Jews have long confronted these problems and have sought to address existential insecurity in one of three ways: integration, autonomy or independence in a Jewish state. Zionism has been catastrophic for Palestinians but in a world where the dominant measure of the equality of 'peoples' is their possession of a state, the development of Israel as a powerful state, militarily, technologically, economically, has set back anti-semitism, especially in its European homeland.

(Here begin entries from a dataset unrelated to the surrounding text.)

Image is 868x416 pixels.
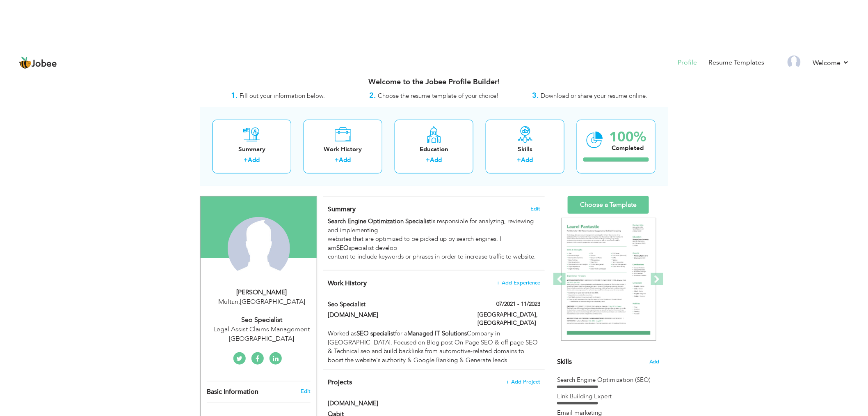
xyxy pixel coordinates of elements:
[609,144,646,152] div: Completed
[541,92,648,99] span: Download or share your resume online.
[207,324,317,344] div: Legal Assist Claims Management [GEOGRAPHIC_DATA]
[19,56,57,70] a: Jobee
[788,56,801,69] img: Profile Img
[378,92,499,99] span: Choose the resume template of your choice!
[328,378,352,387] span: Projects
[426,156,430,164] label: +
[328,279,541,287] h4: This helps to show the companies you have worked for.
[568,196,649,214] a: Choose a Template
[813,58,850,67] a: Welcome
[496,280,541,285] span: + Add Experience
[207,388,259,396] span: Basic Information
[328,378,541,386] h4: This helps to highlight the project, tools and skills you have worked on.
[219,145,285,154] div: Summary
[207,287,317,297] div: [PERSON_NAME]
[328,205,356,214] span: Summary
[530,206,541,211] span: Edit
[678,58,698,67] a: Profile
[369,90,376,101] strong: 2.
[496,300,541,308] label: 07/2021 - 11/2023
[357,329,395,337] strong: SEO specialist
[310,145,376,154] div: Work History
[328,329,541,365] div: Worked as for a Company in [GEOGRAPHIC_DATA]. Focused on Blog post On-Page SEO & off-page SEO & T...
[248,156,260,164] a: Add
[238,297,240,306] span: ,
[207,297,317,306] div: Multan [GEOGRAPHIC_DATA]
[401,145,467,154] div: Education
[231,90,238,101] strong: 1.
[328,205,541,213] h4: Adding a summary is a quick and easy way to highlight your experience and interests.
[240,92,325,99] span: Fill out your information below.
[328,399,466,408] label: [DOMAIN_NAME]
[609,130,646,144] div: 100%
[557,376,660,384] div: Search Engine Optimization (SEO)
[408,329,468,337] strong: Managed IT Solutions
[557,392,660,401] div: Link Building Expert
[430,156,443,164] a: Add
[328,278,367,287] span: Work History
[493,145,558,154] div: Skills
[301,387,311,394] a: Edit
[336,243,349,252] strong: SEO
[328,310,466,319] label: [DOMAIN_NAME]
[228,217,290,280] img: Muhammad Ali
[532,90,539,101] strong: 3.
[506,378,541,385] span: + Add Project
[650,358,660,366] span: Add
[557,357,572,366] span: Skills
[328,300,466,308] label: Seo specialist
[339,156,351,164] a: Add
[477,310,541,327] label: [GEOGRAPHIC_DATA], [GEOGRAPHIC_DATA]
[709,58,765,67] a: Resume Templates
[31,60,57,69] span: Jobee
[328,217,432,225] strong: Search Engine Optimization Specialist
[19,56,31,70] img: jobee.io
[207,315,317,324] div: Seo specialist
[521,156,534,164] a: Add
[335,156,339,164] label: +
[200,78,668,86] h3: Welcome to the Jobee Profile Builder!
[518,156,521,164] label: +
[244,156,248,164] label: +
[328,217,541,261] div: is responsible for analyzing, reviewing and implementing websites that are optimized to be picked...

I wonder if the Zionist experience does not suggest a third path for African American politics and black politics generally. Secessionists and 'returnists', at least, saw a fundamental connection between the safety and freedom of African Americans and Africans. The hallmark of the modern era is the emergence of states as the measure of peoples sovereignty and equality. I wonder if black politics would not be well served by investing in the emergence of capable and prosperous states on the African continent? Supporting democratic state-building efforts in Africa may be the condition of freedom and equality in the US too.